Latest update January 17th, 2025 6:30 AM
May 17, 2011 Features / Columnists, Peeping Tom
Any good socialist will tell you that you cannot divorce the economic from the political, that the political relations reflect the economic realities.
But you also cannot build capitalism with a socialist mentality. That seems a fairly straight forward proposition. Well, not always, because there are still remnants of the view that you can have within Guyana, a move towards a market-oriented system while political systems are imbued with an intervening ethic.
In short, there cannot be effective capitalism under a socialist government. You may have increased production and even trade but that can never be true capitalism unless the political and social relations reflect market-driven realities.
Growth in production and growth in exchanges between countries have often been misconstrued as capitalism. But communist countries have also enjoyed expansion in their economies and trade without being deemed capitalist.
At the same time, the sources of increased production can be private but this does not make the country capitalist because there can be state-directed capitalism.
What differentiates socialism from capitalism is not how much wealth is produced or who produces the wealth but the nature of the economic, social and political organization within the society.
You can have a productive private sector class in a socialist economy but capitalism is a more complete system involving not just who produces the wealth but how the relations of production are tailored.
Unfortunately, there still exists the view that politically one can do certain things such as experiment with models of governance while pursuing a capitalist economy.

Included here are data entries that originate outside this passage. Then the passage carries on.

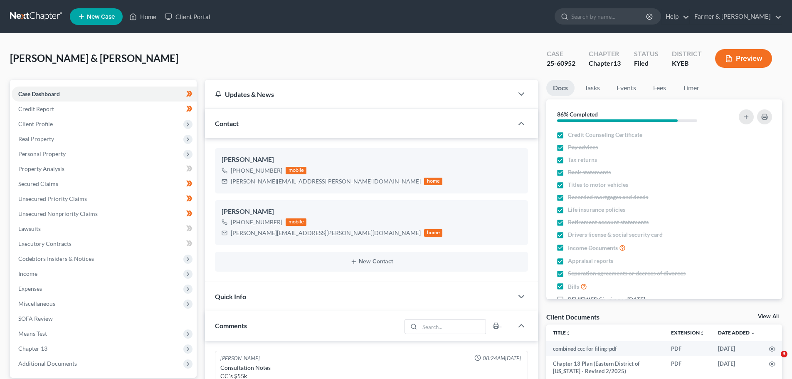  What do you see at coordinates (47, 363) in the screenshot?
I see `span: Additional Documents` at bounding box center [47, 363].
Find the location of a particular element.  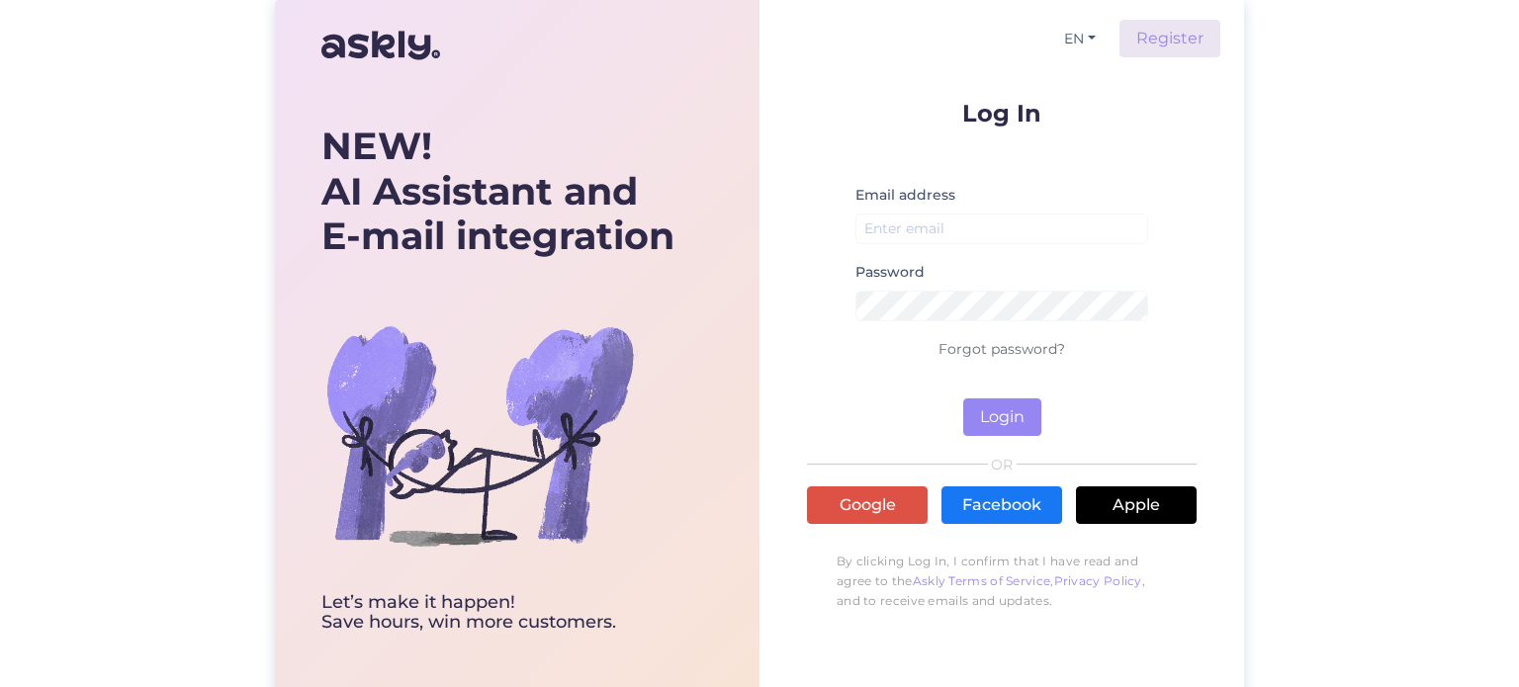

button: EN is located at coordinates (1080, 39).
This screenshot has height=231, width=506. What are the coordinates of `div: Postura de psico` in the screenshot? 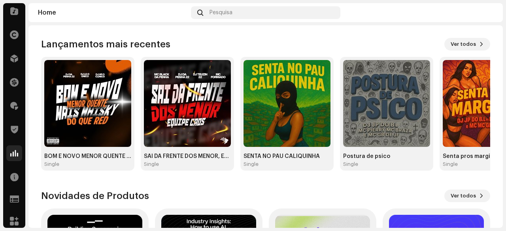 It's located at (387, 157).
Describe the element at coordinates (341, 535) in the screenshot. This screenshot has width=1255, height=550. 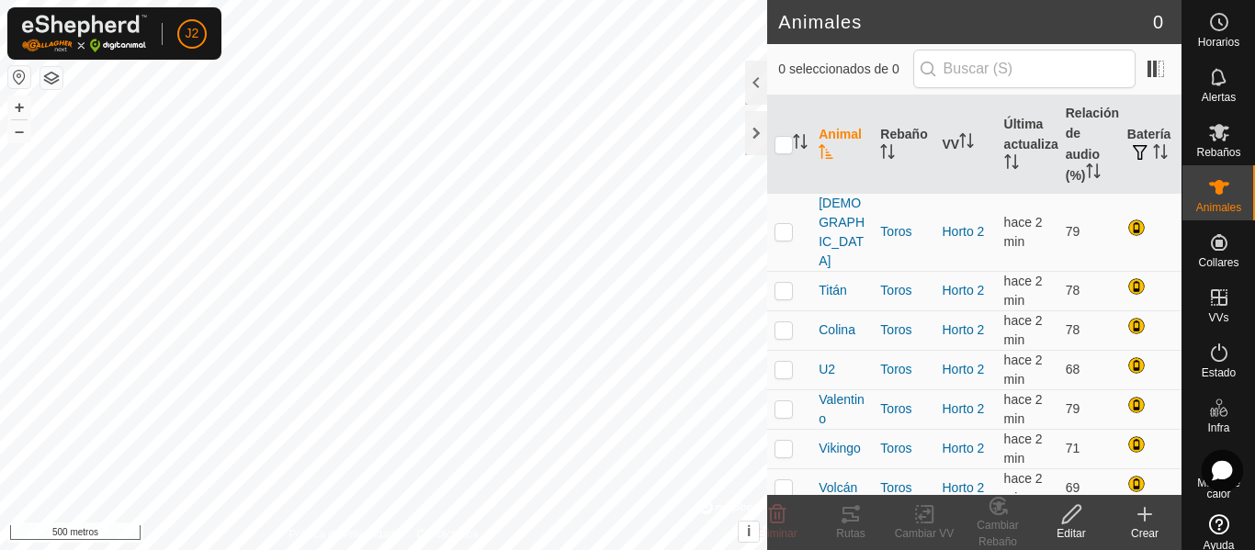
I see `font: Política de Privacidad` at that location.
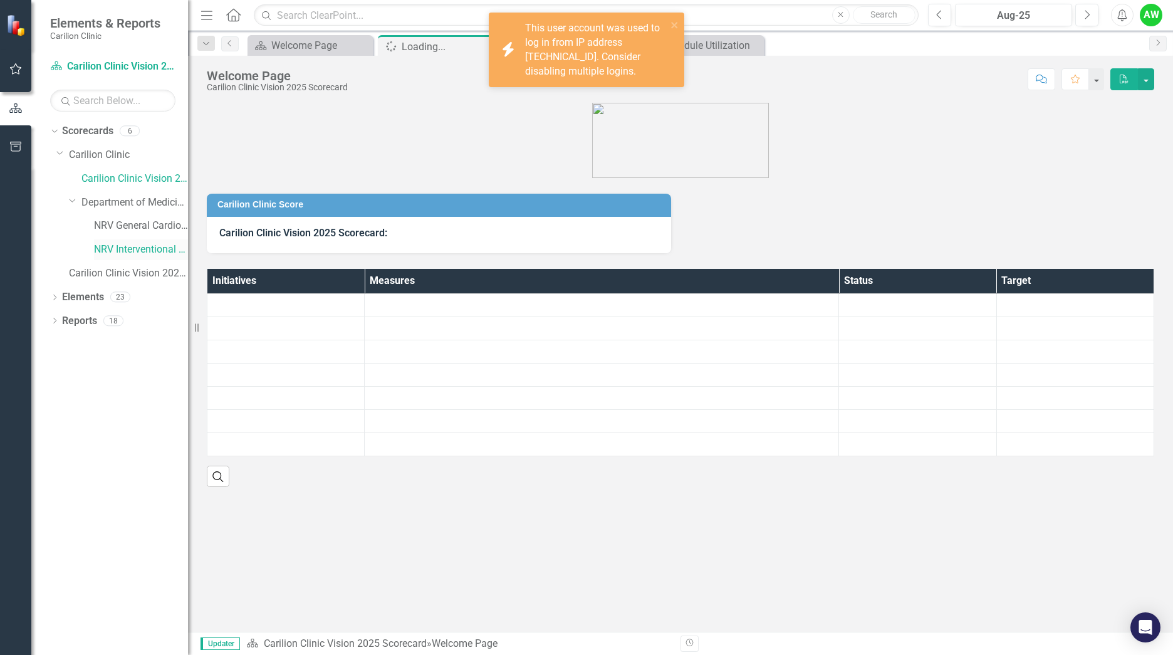 The image size is (1173, 655). Describe the element at coordinates (303, 232) in the screenshot. I see `strong: Carilion Clinic Vision 2025 Scorecard:` at that location.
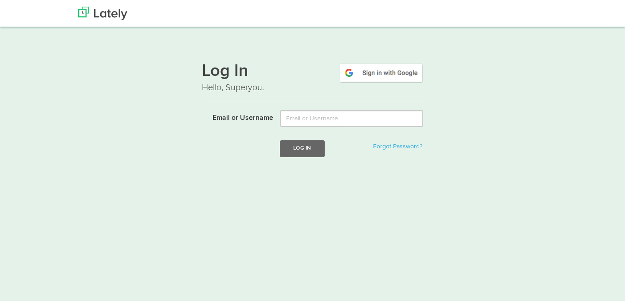  I want to click on img: Lately, so click(102, 13).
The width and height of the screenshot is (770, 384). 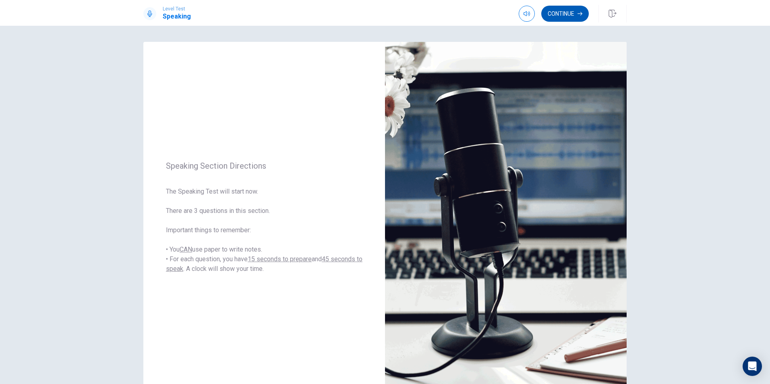 What do you see at coordinates (264, 166) in the screenshot?
I see `span: Speaking Section Directions` at bounding box center [264, 166].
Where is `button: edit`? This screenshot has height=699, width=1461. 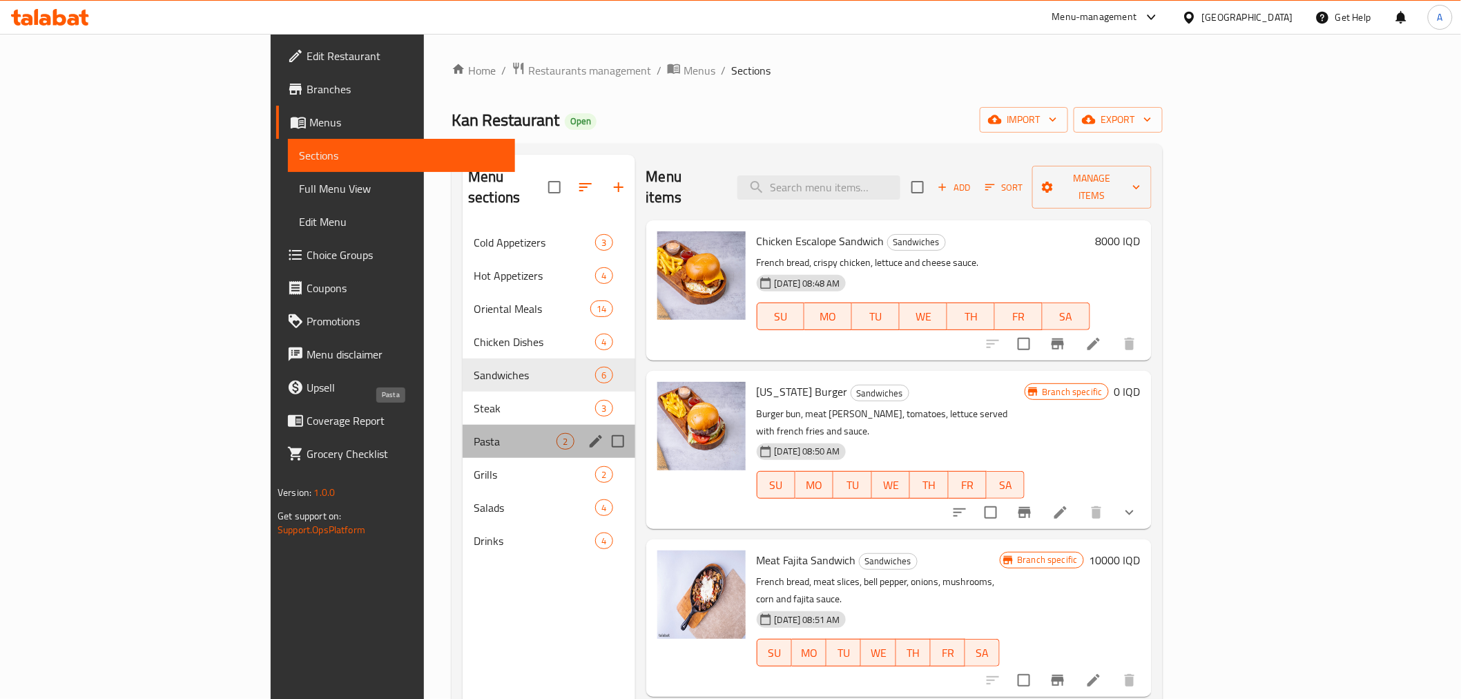
button: edit is located at coordinates (596, 441).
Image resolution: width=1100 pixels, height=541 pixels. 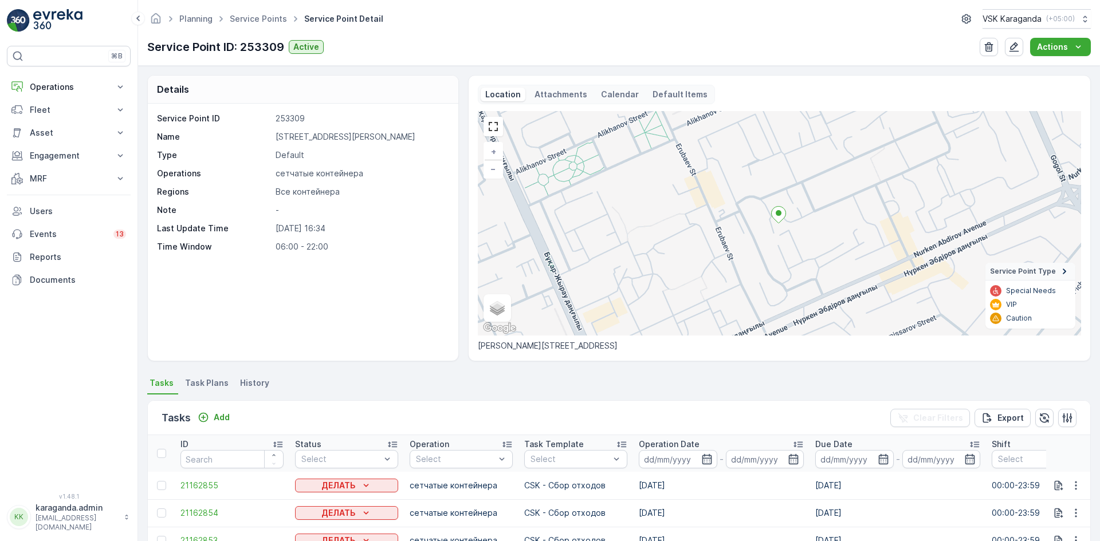 What do you see at coordinates (18, 21) in the screenshot?
I see `img: logo` at bounding box center [18, 21].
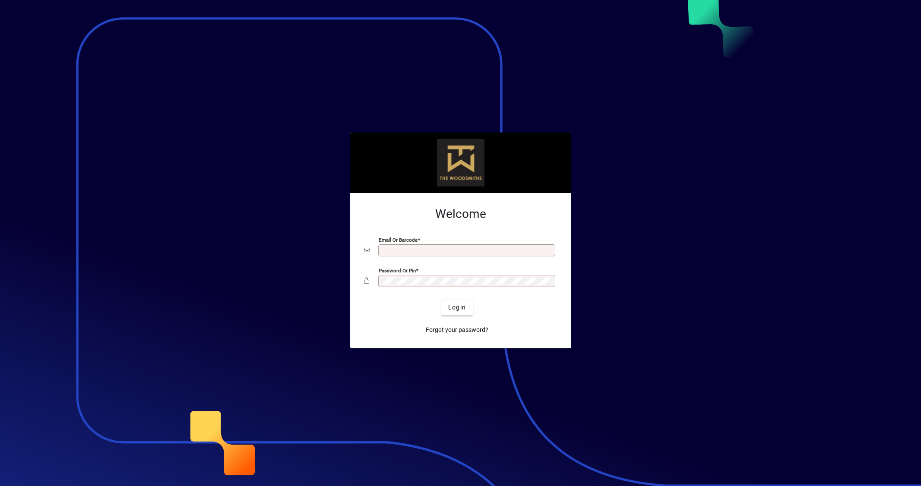  I want to click on a: Forgot your password?, so click(457, 330).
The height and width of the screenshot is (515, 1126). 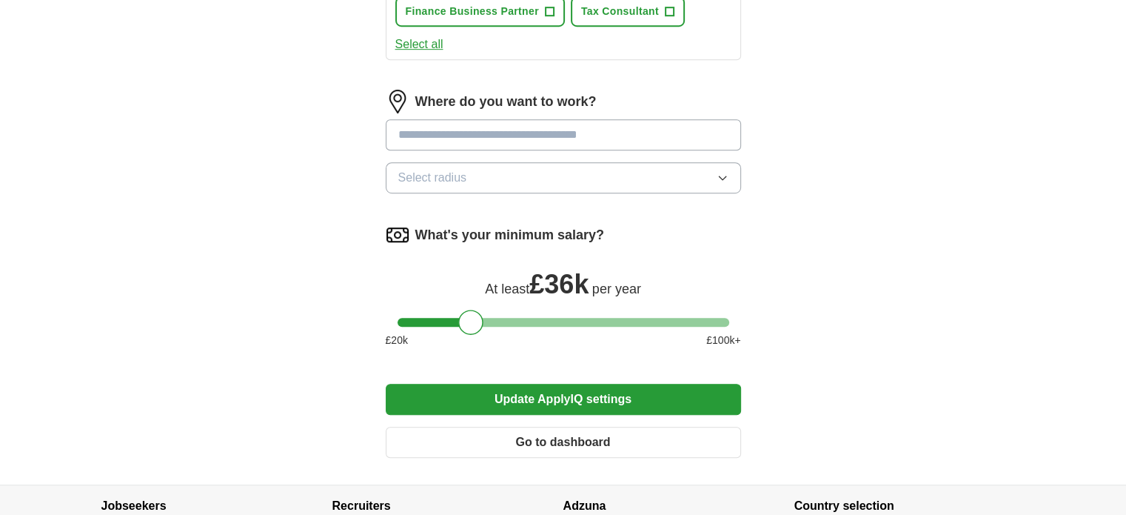 What do you see at coordinates (617, 289) in the screenshot?
I see `span: per year` at bounding box center [617, 289].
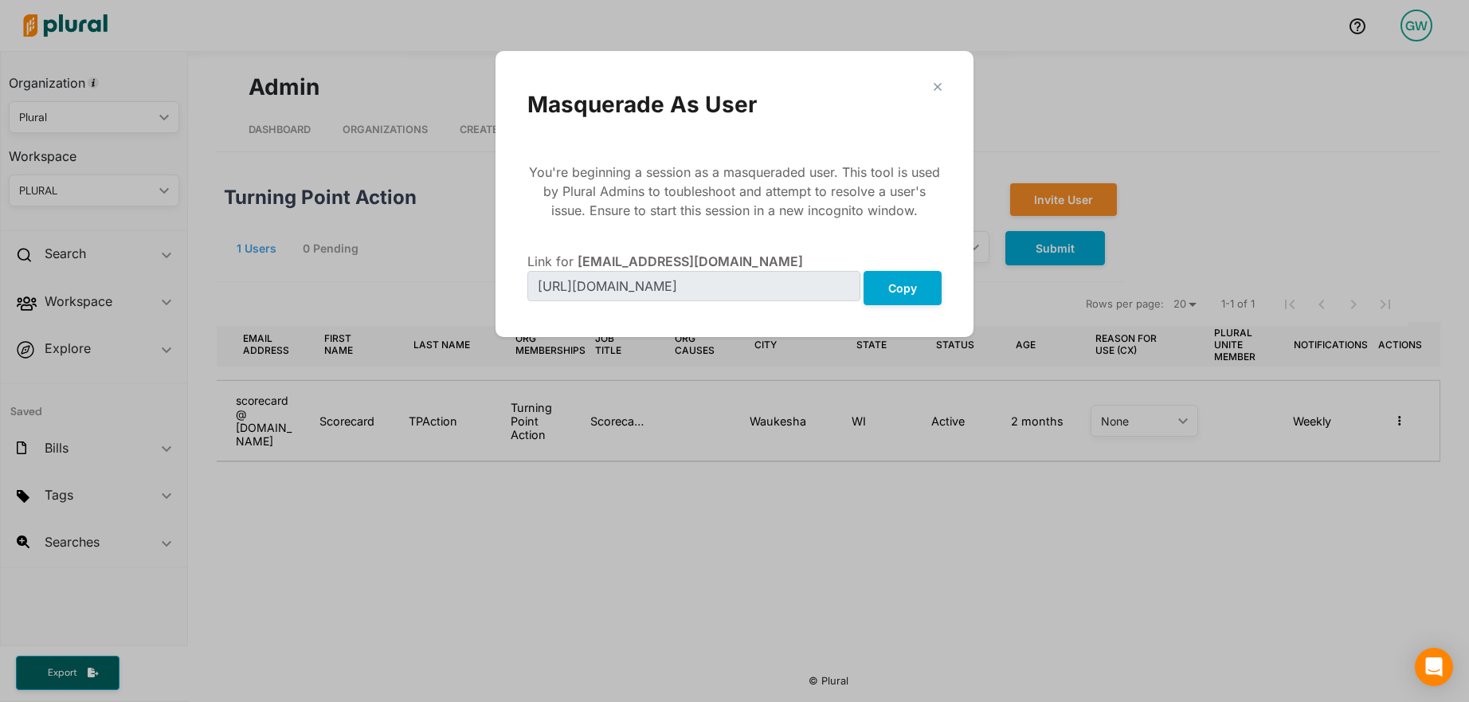 The image size is (1469, 702). Describe the element at coordinates (1434, 667) in the screenshot. I see `div: Open Intercom Messenger` at that location.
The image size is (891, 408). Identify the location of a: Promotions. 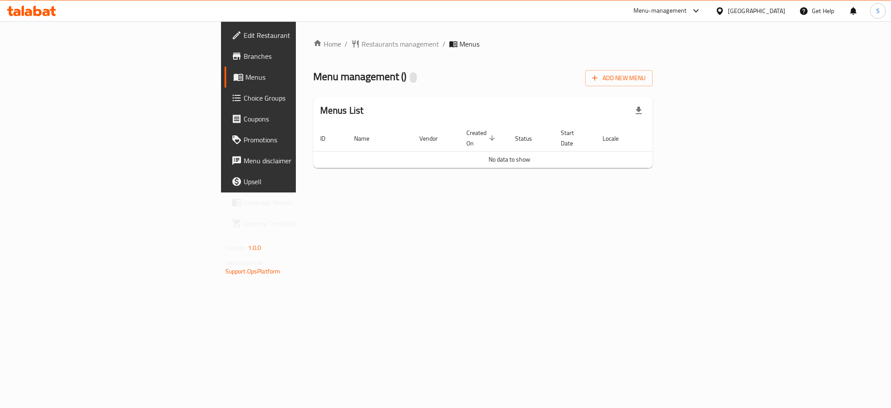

There exists the misguided view that one can simply remove the state from participation in the economic affairs of the country and have capitalism.
That is a limiting view.
You cannot have a capitalist economy under a socialist system. The PPP made this assumption about the PNC. The PPP argued that what Guyana had under the PNC was state capitalism, with a government espousing socialism but practising capitalism.
The PPP was wrong. The PNC’s system could not have been categorized as any brand, not even a narrow one, of capitalism.
Under the PNC, the state wielded economic and political power but it was a small band of businesses, many of which are still around today and still kicking, especially kicking, who made the most of the situation.
That private sector was a marginalized private sector. The state concentrated on national production and a small private sector on filling whatever voids remained. What existed was a feudal type system, a backward model suited to 18th century Europe rather than for a 20th century, whereby the state commanded authority and domination, and a small band of businesses competed to grab whatever the state left to them.
At the time, there was no flourishing state-commanded private sector activity. The state restricted but did not command private sector activity. The state was everything and there was limited space even for a beholden private sector. Such a system can hardly be described as capitalist.
This is where the PPP was wrong. The PPP wrongly assessed the PNC’s system as state capitalism. As such it saw the PNC as a tool kit in the hands of the capitalist forces and pointed to the fact that despite the severe hardships which the ordinary people were facing at the time, there was small group of private, mainly family-owned businesses that thrived.
But those businesses only thrived because the rest of the entrepreneurial class was pulverized and forced out of the country.
The present private sector is, in the main, a product of such a system. It is a private sector that is risk averse and capitalism cannot be constructed through risk aversion. It is a private sector that is afraid of competition. The Chinese have come to Guyana and domestic firms are complaining rather than competing. It is a private sector, small and fragmented.
How does one therefore build capitalism when the very class that is supposed to build it in Guyana is not developed enough to do so.
Who says that when the state takes a central role in making public investments that after making such investments that the state will step aside and allow private interests to take over?
Where will these private interests be found? Capitalism therefore has to be organized within a complete model. You cannot be espousing free markets and excessive social welfare in the same breath. You cannot speak about private sector being the engine of growth and then at the same time hark back to social initiatives associated with socialism.
Capitalism is a total system. Like the Dutch system of football, every element contributes to the other. Social relations and economic relations cannot be divorced. Thus when one speaks about exiting the state from the economic sphere, one cannot at the same time preach the virtues of the past.